The Austin Film Society “African Diaspora” film retrospective is a powerful opportunity to appreciate Pan-Africanist creativity under the cold realities of slavery, imperialism, colonization and neo-colonialism and its universalistic ramifications. It provides a unique vision and aesthetics on the cultural agency of people of African descent bypassing geographic and linguistic boundaries for the purpose of tackling fundamental issues of race, identity, violence, memory and belonging. The results are models for considering universal human conditions because the protagonists of these diasporic narratives are confronting the trials and experiences of displacement which do not apply solely to Africans. This cinema, therefore, must be situated in the glare of people struggling for human rights, self-knowledge, self-responsibility, self-respect and dignity under unique forms of pressures such as slavery, genocidal dictatorships and others processes of forced deterritorialization.
The feature term diaspora is drawn from the expulsion of Israelis out of their land by the Babylonians in 586 BCE and by the Romans in 136 CE. It was later adopted in Black studies programs to describe the global dispersion of Africans throughout the world, principally engineered by the global slave regime. It is important, moreover, to recognize that no diasporic community, however, manifests all of these characteristics or shares them with the same intensity and identity with its scattered ancestral kin.
-- Olivier Tchouaffe, PhD in Radio-Television-Film, University of Texas
Director Charles Burnett has finally been given the opportunity to edit his early film to his own satisfaction rather than to the demands of an insensitive distributor in the 80s. » read more
Throughout the history of slavery in the Western hemisphere, some individuals escaped to remote areas to achieve freedom, even if just for a short while. In Brazil entire villages (quilombos) were created by self-liberated men and women » read more
Despite the grinding poverty of his village in Martinique, young Jose lives happily with his elderly grandmother. One of his favorite pastimes is to go to the hut of an old neighbor, who tells him wondrous tales from Africa.
Africa’s cultural ambassador to the world, Youssou N’Dour, traces the pathways of music brought to America by slaves from West Africa and transformed into blues, gospel, and jazz.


Problem requirements —
The required output is the lines from the one with "What data populates" through the end of the data, repeated verbatim, with no pictures included.

::::::::

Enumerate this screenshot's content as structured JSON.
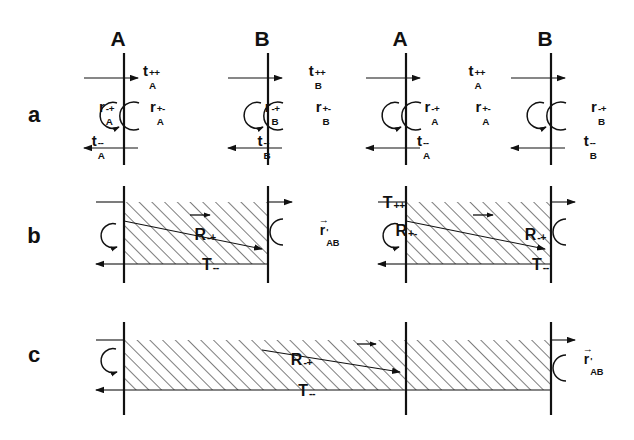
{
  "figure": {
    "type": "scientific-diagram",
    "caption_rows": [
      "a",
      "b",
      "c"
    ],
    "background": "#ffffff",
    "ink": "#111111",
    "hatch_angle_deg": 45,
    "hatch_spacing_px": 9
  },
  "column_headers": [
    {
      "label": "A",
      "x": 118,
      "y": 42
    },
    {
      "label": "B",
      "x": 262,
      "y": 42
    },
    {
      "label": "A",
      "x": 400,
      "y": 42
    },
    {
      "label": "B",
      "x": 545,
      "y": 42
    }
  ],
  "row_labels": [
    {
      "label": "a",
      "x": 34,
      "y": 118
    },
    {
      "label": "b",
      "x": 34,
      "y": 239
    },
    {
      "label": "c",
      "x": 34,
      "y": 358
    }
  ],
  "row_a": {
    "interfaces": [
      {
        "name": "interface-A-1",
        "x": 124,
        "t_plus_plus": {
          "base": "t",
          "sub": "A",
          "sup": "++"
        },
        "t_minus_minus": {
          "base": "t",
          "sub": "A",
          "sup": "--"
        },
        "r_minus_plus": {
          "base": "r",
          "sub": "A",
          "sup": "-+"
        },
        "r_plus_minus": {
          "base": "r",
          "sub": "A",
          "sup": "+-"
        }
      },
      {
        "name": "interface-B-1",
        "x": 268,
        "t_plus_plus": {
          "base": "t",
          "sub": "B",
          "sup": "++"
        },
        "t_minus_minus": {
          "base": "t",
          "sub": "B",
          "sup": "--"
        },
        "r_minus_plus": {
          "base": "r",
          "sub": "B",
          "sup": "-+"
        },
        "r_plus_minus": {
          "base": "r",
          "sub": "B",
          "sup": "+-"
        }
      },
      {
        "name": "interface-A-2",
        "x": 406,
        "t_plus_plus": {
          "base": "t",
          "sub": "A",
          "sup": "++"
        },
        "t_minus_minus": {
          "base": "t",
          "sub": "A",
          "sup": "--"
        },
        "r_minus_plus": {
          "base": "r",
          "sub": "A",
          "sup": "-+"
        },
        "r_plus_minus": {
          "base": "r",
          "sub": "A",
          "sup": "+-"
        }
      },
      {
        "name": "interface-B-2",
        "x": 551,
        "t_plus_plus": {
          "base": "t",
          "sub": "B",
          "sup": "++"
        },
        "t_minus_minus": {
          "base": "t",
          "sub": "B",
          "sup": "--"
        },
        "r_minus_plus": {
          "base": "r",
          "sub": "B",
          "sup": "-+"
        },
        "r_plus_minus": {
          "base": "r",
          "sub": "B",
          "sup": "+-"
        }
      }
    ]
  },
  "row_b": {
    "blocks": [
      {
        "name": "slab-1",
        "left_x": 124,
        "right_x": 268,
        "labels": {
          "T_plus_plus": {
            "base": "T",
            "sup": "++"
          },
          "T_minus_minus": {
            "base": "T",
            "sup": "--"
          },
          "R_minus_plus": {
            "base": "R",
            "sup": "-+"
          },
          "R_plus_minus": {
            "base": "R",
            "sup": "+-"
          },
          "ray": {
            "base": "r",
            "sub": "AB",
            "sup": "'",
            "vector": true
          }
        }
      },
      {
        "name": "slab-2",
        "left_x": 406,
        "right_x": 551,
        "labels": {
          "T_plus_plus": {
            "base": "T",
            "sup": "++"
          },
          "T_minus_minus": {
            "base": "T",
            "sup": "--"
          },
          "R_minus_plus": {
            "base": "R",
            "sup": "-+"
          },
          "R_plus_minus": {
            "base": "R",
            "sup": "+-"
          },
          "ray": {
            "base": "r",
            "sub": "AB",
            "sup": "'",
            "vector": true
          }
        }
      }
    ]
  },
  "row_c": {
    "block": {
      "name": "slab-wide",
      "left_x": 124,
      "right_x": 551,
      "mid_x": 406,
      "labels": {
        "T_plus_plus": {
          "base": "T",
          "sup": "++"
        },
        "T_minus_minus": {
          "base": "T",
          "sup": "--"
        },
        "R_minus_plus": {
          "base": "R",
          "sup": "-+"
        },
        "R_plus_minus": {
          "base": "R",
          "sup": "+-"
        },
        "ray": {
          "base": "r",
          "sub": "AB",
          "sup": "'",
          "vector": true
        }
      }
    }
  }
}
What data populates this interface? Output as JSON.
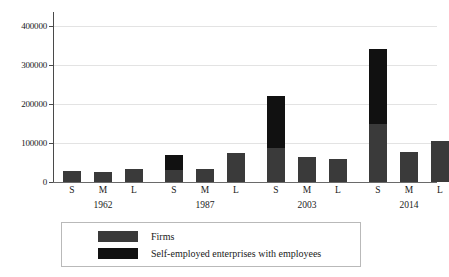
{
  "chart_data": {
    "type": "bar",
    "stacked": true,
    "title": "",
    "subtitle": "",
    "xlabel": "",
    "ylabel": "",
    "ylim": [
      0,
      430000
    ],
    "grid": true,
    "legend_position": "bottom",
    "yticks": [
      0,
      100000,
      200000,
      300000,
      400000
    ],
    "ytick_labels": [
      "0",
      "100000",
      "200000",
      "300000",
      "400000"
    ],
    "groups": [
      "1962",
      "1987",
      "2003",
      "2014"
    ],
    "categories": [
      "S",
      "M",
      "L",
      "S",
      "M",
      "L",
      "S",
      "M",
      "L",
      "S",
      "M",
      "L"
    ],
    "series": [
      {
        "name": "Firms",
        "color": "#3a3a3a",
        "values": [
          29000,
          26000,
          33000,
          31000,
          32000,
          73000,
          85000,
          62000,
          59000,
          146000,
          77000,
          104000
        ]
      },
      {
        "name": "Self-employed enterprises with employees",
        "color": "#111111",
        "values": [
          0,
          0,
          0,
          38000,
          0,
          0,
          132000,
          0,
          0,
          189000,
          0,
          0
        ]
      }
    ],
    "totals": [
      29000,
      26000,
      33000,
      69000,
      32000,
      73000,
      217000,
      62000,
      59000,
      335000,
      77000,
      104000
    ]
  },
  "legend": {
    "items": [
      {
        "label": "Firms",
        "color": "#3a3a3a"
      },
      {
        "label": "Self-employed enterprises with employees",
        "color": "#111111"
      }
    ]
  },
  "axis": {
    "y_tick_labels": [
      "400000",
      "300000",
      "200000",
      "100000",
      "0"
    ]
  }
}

::::::::

Result —
What data populates this interface? Output as JSON.
{
  "chart_data": {
    "type": "bar",
    "stacked": true,
    "title": "",
    "subtitle": "",
    "xlabel": "",
    "ylabel": "",
    "ylim": [
      0,
      430000
    ],
    "grid": true,
    "legend_position": "bottom",
    "yticks": [
      0,
      100000,
      200000,
      300000,
      400000
    ],
    "ytick_labels": [
      "0",
      "100000",
      "200000",
      "300000",
      "400000"
    ],
    "groups": [
      "1962",
      "1987",
      "2003",
      "2014"
    ],
    "categories": [
      "S",
      "M",
      "L",
      "S",
      "M",
      "L",
      "S",
      "M",
      "L",
      "S",
      "M",
      "L"
    ],
    "series": [
      {
        "name": "Firms",
        "color": "#3a3a3a",
        "values": [
          29000,
          26000,
          33000,
          31000,
          32000,
          73000,
          85000,
          62000,
          59000,
          146000,
          77000,
          104000
        ]
      },
      {
        "name": "Self-employed enterprises with employees",
        "color": "#111111",
        "values": [
          0,
          0,
          0,
          38000,
          0,
          0,
          132000,
          0,
          0,
          189000,
          0,
          0
        ]
      }
    ],
    "totals": [
      29000,
      26000,
      33000,
      69000,
      32000,
      73000,
      217000,
      62000,
      59000,
      335000,
      77000,
      104000
    ]
  },
  "legend": {
    "items": [
      {
        "label": "Firms",
        "color": "#3a3a3a"
      },
      {
        "label": "Self-employed enterprises with employees",
        "color": "#111111"
      }
    ]
  },
  "axis": {
    "y_tick_labels": [
      "400000",
      "300000",
      "200000",
      "100000",
      "0"
    ]
  }
}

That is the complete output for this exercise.